Eitan
Eitan

Reputation: 423

Find out when SCNNode disappears from SCNScene

Does a particular method get called when an SCNNode is removed from the scene?

-(void)removeFromParentNode;

Does not get called on the SCNNode object.

To set the scene

I am using gravity to pull down an object. When an object goes too far down, it automatically disappears and the draw calls and polygon counts decrease. So the SCNNode is definitely being destroyed, but is there a way I could hook into the destruction?

Upvotes: 1

Views: 1782

Answers (2)

rickster
rickster

Reputation: 126107

Other answers covered this pretty well already, but to go a bit further:

First, your node isn't being removed from the scene — its content is passing outside the camera's viewing frustum, which means SceneKit knows it doesn't need to issue draw calls to the GPU to render it. If you enumerate the child nodes of the scene (or of whatever parent contains the nodes you're talking about), you'll see that they're still there. You lose some of the rendering performance cost because SceneKit doesn't need to issue draw calls for stuff that it knows won't be visible in the frame.

(As noted in Tanguy's answer, this may be because of your zFar setting. Or it may not — it depends which direction the nodes are falling out of camera in.)

But if you keep adding nodes and letting physics drop them off the screen, you'll accumulate a pre-render performance cost, as SceneKit has to walk the scene graph every frame and figure out which nodes it'll need to issue draw calls for. This cost is pretty small for each node, but it could eventually add up to something you don't want to deal with.

And since you want to have something happen when the node falls out of frame anyway, you just need to find a good opportunity to both deal with that and clean up the disappearing node.

So where to do that? Well, you have a few options. As has been noted, you could put something into the render loop to check the visibility of every node on every frame:

- (void)renderer:(id<SCNSceneRenderer>)renderer didSimulatePhysicsAtTime:(NSTimeInterval)time {
    if (![renderer isNodeInsideFrustum:myNode withPointOfView:renderer.pointOfView]) {
        // it's gone, remove it from scene
    }
}

But that's a somewhat expensive check to be running on every frame (remember, you're targeting 30 or 60 fps here). A better way might be to let the physics system help you:

  1. Create a node with an SCNBox geometry that's big enough to "catch" everything that falls off the screen.
  2. Give that node a static physics body, and set up the category and collision bit masks so that your falling nodes will collide with it.
  3. Position that node just outside of the viewing frustum so that your falling objects hit it soon after they fall out of view.
  4. Implement a contact delegate method to destroy the falling nodes:

    - (void)physicsWorld:(SCNPhysicsWorld *)world didBeginContact:(SCNPhysicsContact *)contact {
        if (/* sort out which node is which */) {
            [fallingNode removeFromParentNode];
            // ... and do whatever else you want to do when it falls offscreen.
        }
    }
    

Upvotes: 3

Tanguy
Tanguy

Reputation: 984

Your object will disappear if it goes further than the ZFar property of your active camera. (default value is 100.0) As said by David Rönnqvist in comments, your Node is not destroyed and you can still modify its property.

If you want to hook-up to your Node's geometry disappearance, you can calculate the distance between your active camera and your Node and check it every frame in your rendering loop to trigger an action if it gets higher than 100.

If you want to render your Node at a greater distance, you can just modify the ZFar property of your camera.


— Task item —
State how many lines in the records below contain the word "every". Nothing else is needed.

[Records drawn from a dataset]
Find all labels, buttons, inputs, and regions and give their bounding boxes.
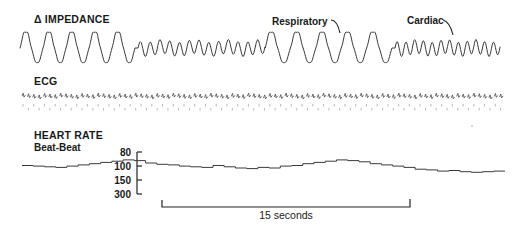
ecg-beat [312,94,315,98]
ecg-beat [172,93,175,97]
ecg-beat [446,94,449,98]
ecg-beat [167,95,170,99]
ecg-beat [258,94,261,98]
ecg-beat [489,95,492,99]
ecg-beat [344,93,347,97]
ecg-beat [135,93,138,97]
ecg-beat [129,95,132,99]
ecg-beat [290,94,293,98]
ecg-beat [366,94,369,98]
ecg-beat [457,93,460,97]
ecg-beat [500,94,503,98]
ecg-beat [54,95,57,99]
y-tick-label-150: 150 [114,175,131,186]
ecg-artifact-dot [471,125,472,126]
physiological-recording-figure: Δ IMPEDANCE Respiratory Cardiac ECG HEAR… [0,0,520,229]
ecg-beat [430,95,433,99]
heart-rate-axis: 80 100 150 300 [114,147,142,200]
ecg-beat [360,93,363,97]
ecg-beat [205,95,208,99]
ecg-beat [81,93,84,97]
ecg-beat [392,95,395,99]
ecg-beat [296,94,299,98]
respiratory-pointer [331,20,340,33]
heart-rate-panel: HEART RATE Beat-Beat 80 100 150 300 [22,129,505,200]
ecg-beat [226,95,229,99]
ecg-beat [221,94,224,98]
ecg-beat [49,94,52,98]
ecg-beat [494,93,497,97]
y-tick-label-100: 100 [114,161,131,172]
ecg-beat [86,94,89,98]
ecg-beat [151,95,154,99]
ecg-beat [484,94,487,98]
ecg-beat [419,93,422,97]
ecg-beat [398,93,401,97]
ecg-beat [183,94,186,98]
ecg-beat [376,95,379,99]
ecg-beat [188,95,191,99]
impedance-panel: Δ IMPEDANCE Respiratory Cardiac [20,13,500,63]
ecg-beat [467,95,470,99]
ecg-beat [285,93,288,97]
ecg-beat [27,94,30,98]
ecg-beat [22,93,25,97]
impedance-trace [20,32,500,63]
ecg-trace [22,93,503,110]
ecg-beat [425,94,428,98]
y-tick-label-300: 300 [114,189,131,200]
ecg-beat [306,93,309,97]
ecg-beat [76,95,79,99]
ecg-beat [97,93,100,97]
ecg-beat [38,95,41,99]
ecg-beat [403,94,406,98]
ecg-beat [414,95,417,99]
ecg-beat [162,94,165,98]
ecg-beat [323,93,326,97]
ecg-beat [451,95,454,99]
ecg-beat [194,93,197,97]
ecg-beat [387,94,390,98]
ecg-beat [269,93,272,97]
ecg-beat [280,95,283,99]
ecg-beat [113,95,116,99]
ecg-beat [247,93,250,97]
ecg-beat [124,94,127,98]
ecg-beat [371,94,374,98]
ecg-beat [215,94,218,98]
ecg-beat [33,94,36,98]
respiratory-annotation: Respiratory [272,16,328,27]
ecg-beat [156,93,159,97]
ecg-beat [435,93,438,97]
ecg-beat [119,93,122,97]
ecg-beat [473,93,476,97]
ecg-beat [301,95,304,99]
ecg-beat [355,95,358,99]
scale-bar-line [162,199,410,207]
ecg-beat [441,94,444,98]
ecg-beat [92,95,95,99]
ecg-beat [274,94,277,98]
cardiac-annotation: Cardiac [407,15,444,26]
ecg-beat [210,93,213,97]
time-scale-bar: 15 seconds [162,199,410,221]
ecg-beat [478,94,481,98]
ecg-beat [65,94,68,98]
ecg-beat [108,94,111,98]
ecg-beat [145,94,148,98]
heart-rate-label: HEART RATE [34,129,103,141]
ecg-beat [328,94,331,98]
ecg-beat [103,94,106,98]
ecg-beat [140,94,143,98]
ecg-beat [349,94,352,98]
ecg-beat [60,93,63,97]
ecg-panel: ECG [22,75,503,127]
ecg-beat [382,93,385,97]
ecg-beat [339,95,342,99]
ecg-beat [408,94,411,98]
impedance-label: Δ IMPEDANCE [34,13,110,25]
ecg-beat [264,95,267,99]
scale-bar-label: 15 seconds [259,209,313,221]
ecg-beat [462,94,465,98]
ecg-beat [178,94,181,98]
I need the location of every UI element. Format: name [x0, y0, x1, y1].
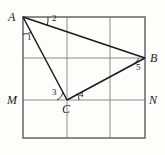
- vertex-label-n: N: [149, 94, 157, 106]
- vertex-label-c: C: [62, 103, 70, 115]
- grid-vertical-lines: [67, 17, 110, 138]
- geometry-figure: A B C M N 1 2 3 4 5: [0, 0, 165, 155]
- outer-rectangle: [23, 17, 145, 138]
- vertex-label-b: B: [150, 52, 157, 64]
- angle-label-4: 4: [79, 90, 84, 99]
- angle-label-5: 5: [136, 63, 141, 72]
- angle-label-3: 3: [52, 88, 57, 97]
- grid-horizontal-lines: [23, 58, 145, 100]
- figure-canvas: [0, 0, 165, 155]
- angle-label-2: 2: [52, 14, 57, 23]
- vertex-label-m: M: [7, 94, 17, 106]
- angle-arc-2: [47, 17, 48, 25]
- angle-arc-3: [57, 91, 63, 100]
- vertex-label-a: A: [8, 11, 15, 23]
- angle-label-1: 1: [27, 33, 32, 42]
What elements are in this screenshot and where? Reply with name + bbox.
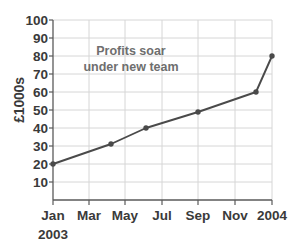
chart-annotation: Profits soar under new team bbox=[66, 44, 196, 75]
x-tick-label-nov: Nov bbox=[219, 209, 251, 223]
data-point bbox=[108, 141, 113, 146]
data-point bbox=[253, 89, 258, 94]
x-tick-label-2004: 2004 bbox=[253, 209, 291, 223]
data-point bbox=[143, 125, 148, 130]
x-tick-label-sep: Sep bbox=[182, 209, 214, 223]
x-axis-year-2003: 2003 bbox=[35, 228, 71, 242]
annotation-line-1: Profits soar bbox=[66, 44, 196, 60]
data-point bbox=[50, 161, 55, 166]
line-chart: £1000s 100 90 80 70 60 50 40 30 20 10 bbox=[0, 0, 301, 249]
x-axis-ticks bbox=[53, 200, 272, 205]
annotation-line-2: under new team bbox=[66, 60, 196, 76]
data-point bbox=[269, 53, 274, 58]
x-tick-label-may: May bbox=[109, 209, 141, 223]
x-tick-label-jul: Jul bbox=[146, 209, 178, 223]
x-tick-label-jan: Jan bbox=[37, 209, 69, 223]
data-point bbox=[195, 109, 200, 114]
x-tick-label-mar: Mar bbox=[73, 209, 105, 223]
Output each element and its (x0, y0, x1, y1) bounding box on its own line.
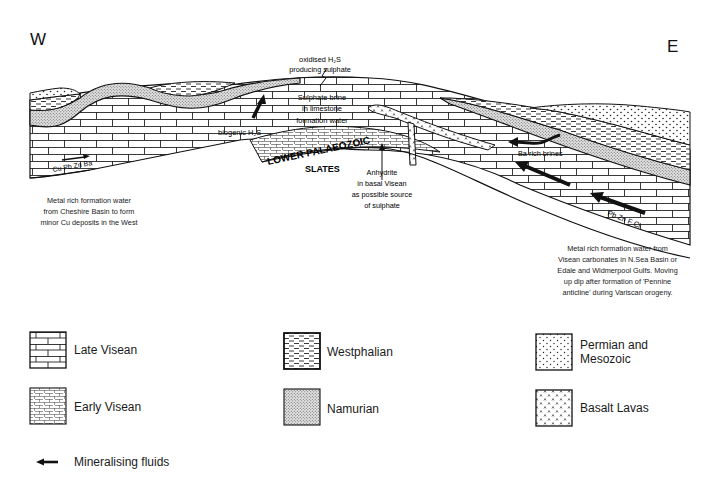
legend-label-early-visean: Early Visean (74, 400, 141, 414)
east-note-line: anticline' during Variscan orogeny. (540, 287, 695, 298)
legend-label-mineralising-fluids: Mineralising fluids (74, 455, 169, 469)
oxidised-label-2: producing sulphate (289, 65, 351, 74)
legend-label-westphalian: Westphalian (327, 345, 393, 359)
west-note-line: minor Cu deposits in the West (24, 217, 154, 228)
legend-label-namurian: Namurian (327, 402, 379, 416)
east-note-line: Edale and Widmerpool Gulfs. Moving (540, 265, 695, 276)
late-visean-swatch (29, 331, 67, 369)
legend-label-permian-mesozoic: Permian and Mesozoic (580, 338, 648, 366)
legend-label-basalt-lavas: Basalt Lavas (580, 401, 649, 415)
west-note-line: from Cheshire Basin to form (24, 206, 154, 217)
legend-label-line: Mesozoic (580, 352, 648, 366)
legend-label-late-visean: Late Visean (74, 343, 137, 357)
west-note: Metal rich formation water from Cheshire… (24, 195, 154, 228)
slates-label: SLATES (305, 164, 340, 174)
east-note-line: Metal rich formation water from (540, 243, 695, 254)
sulphate-brine-label-3: formation water (296, 116, 348, 125)
east-note-line: up dip after formation of 'Pennine (540, 276, 695, 287)
east-note: Metal rich formation water from Visean c… (540, 243, 695, 298)
anhydrite-label-2: in basal Visean (357, 179, 406, 188)
left-arrow-icon (36, 458, 58, 466)
west-note-line: Metal rich formation water (24, 195, 154, 206)
sulphate-brine-label-1: Sulphate brine (298, 93, 346, 102)
anhydrite-label-3: as possible source (352, 190, 412, 199)
legend-label-line: Permian and (580, 338, 648, 352)
basalt-lavas-swatch (535, 389, 573, 427)
westphalian-swatch (283, 332, 321, 370)
biogenic-h2s-label: biogenic H₂S (218, 128, 261, 137)
ba-rich-brines-label: Ba rich brines (518, 149, 563, 158)
early-visean-swatch (29, 387, 67, 425)
anhydrite-label-1: Anhydrite (367, 168, 398, 177)
sulphate-brine-label-2: in limestone (302, 104, 342, 113)
anhydrite-label-4: of sulphate (364, 201, 400, 210)
oxidised-label-1: oxidised H₂S (299, 55, 341, 64)
permian-mesozoic-swatch (535, 333, 573, 371)
namurian-swatch (283, 388, 321, 426)
east-note-line: Visean carbonates in N.Sea Basin or (540, 254, 695, 265)
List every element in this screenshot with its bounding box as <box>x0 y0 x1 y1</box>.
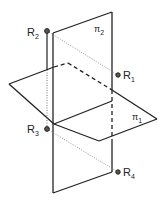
point-R2 <box>45 29 50 34</box>
plane-pi2 <box>53 12 112 193</box>
label-R3: R3 <box>27 123 39 137</box>
planes-diagram: R2 R1 R3 R4 π2 π1 <box>0 0 165 202</box>
label-pi1: π1 <box>132 112 142 124</box>
point-R1 <box>116 73 120 77</box>
label-R2: R2 <box>27 26 39 40</box>
point-R4 <box>116 170 120 174</box>
points <box>45 29 121 175</box>
label-pi2: π2 <box>94 24 104 36</box>
projection-lines <box>47 31 118 172</box>
label-R1: R1 <box>123 69 135 83</box>
label-R4: R4 <box>123 166 135 180</box>
point-R3 <box>45 127 50 132</box>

— Output of the task —
2